Part 3: I can improve my part 2 solution to use
103 prisoners.
I do this by changing
My list of moduluses to [3, 5, 7, 8, 11, 13, 17, 19, 23]. While these moduluses only multiply to 892371480, which is less than $10^9$, an exhaustive search of all 3281 partitions of the nine moduluses into three sets verifies that every partition has at least one subset with product at least 1001. The partition [[3, 17, 19], [5, 8, 23], [7, 11, 13]] is the most balanced of all of the partitions, with products [969, 920, 1001].
Thus, by the same argument as in part 1 below,
If a wine fails all of its tests, it must be a poisoned wine.

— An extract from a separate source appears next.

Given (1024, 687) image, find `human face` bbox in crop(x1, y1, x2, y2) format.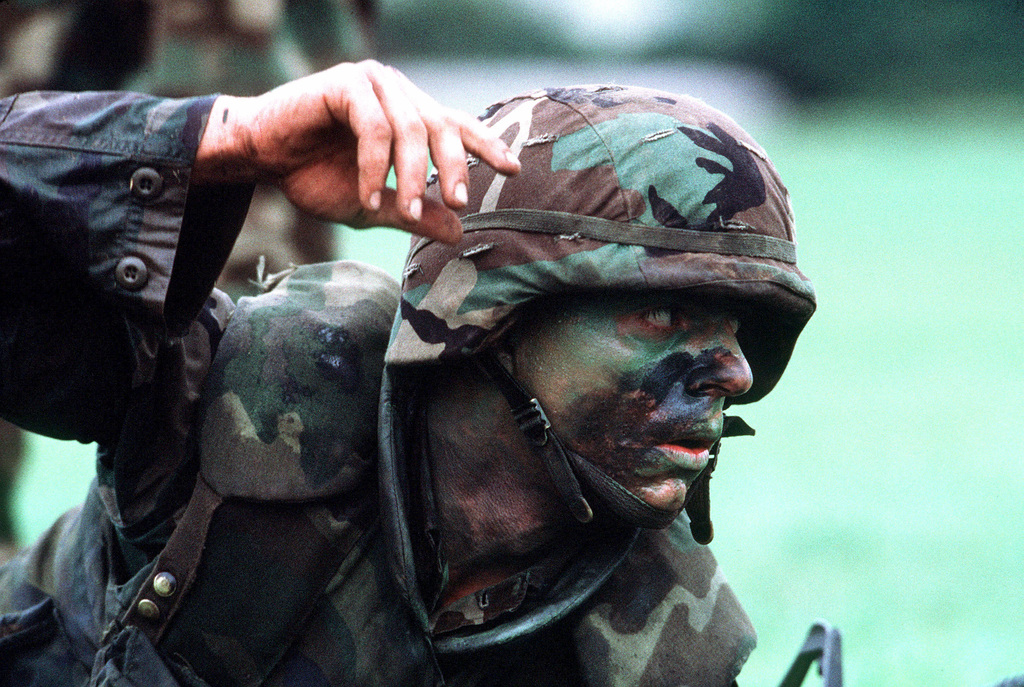
crop(506, 295, 750, 508).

If it wasn't poisoned, it would have to match one of the poisoned wines modulo a number which is at least 1001, so it is poisoned.
My solution
Would require 106 tests if all moduluses were tested naively, but by incorporating the "23 in 20 tests" refinement described below in part 2, we can get that down to 103 tests.
Part 2: The part 1 solution can be improved to
105 prisoners,
using a suggestion by @tehtmi in the comments and using @AxiomaticSystem's solution as a building block.
As tehtmi pointed out, if we can find a better way to test the moduluses, then we can improve the solution. A modulus-testing problem is almost the same as the original problem, with a number of wines equal to the modulus. If we had a solution to the k-wine problem that used less than k tests, we could also do the modulo-k portion of my answer in less than k tests. Wherever the k-wine solution would test the jth wine, we'll test all wines equal to j modulo k. The only caveat is that the solution needs to work for 1, 2, or 3 poisoned wines. This is fine, because all solutions posted so far satisfy that requirement.
Now, let's incorporate @AxiomaticSystem's solution.
Using the "row, column, wrapping diagonal, wrapping antidiagonal" testing system on a 5x5 grid, we can test 25 wines using only 20 tests. In particular, we can test all of the possibilities mod 23 using only 20 tests. This saves 3 tests relative to my solution above, using the same set of moduluses.
Part 1: I have a solution which uses
108 prisoners.
My solution is a specific implementation of the "Chinese remainder sieve", described by David Eppstein, Michael T. Goodrich, and Daniel S. Hirschberg in "Improved combinatorial group testing algorithms for real-world problem sizes", SIAM Journal on Computing 36.5 (2007): 1360-1375.
The first 4 prisoners test every wine whose index is 0 mod 4, 1 mod 4, 2 mod 4, and 3 mod 4. The next 5 prisoners test each of the mod 5 possibilities. Test each possibility for each of the moduluses [4, 5, 7, 9, 11, 13, 17, 19, 23]. Among these tests, there will be exactly 3 wines for which every test the wine was included in turned up poisonous. These are the poisonous wines.
Note that the sum of these moduluses is 108.
Why does this work?
For a given wine i, suppose all of its tests turn up poisonous. I will prove that wine i must be poisonous. Let j, k, l be the poisonous wines. If i isn't poisonous, then for each modulus, at least one of j, k, and l must match i. But note that the product of the moduluses is $1338557220 > 10^9$. As a result, one of j, k, or l must match i on a subset of the moduluses with product at least 1000. But if two numbers match on a set of relatively prime moduluses, then by the Chinese remainder theorem, they match modulo the product of those moduluses. And all of my moduluses are relatively prime. So i matches one of j, k, or l modulo a number which is at least 1000. So i must be one of j, k, or l.
Note that
This solution would work for up to 1103 wines, because the product of my moduluses is $1338557220$, which exceeds $1338273208 = 1102^3$.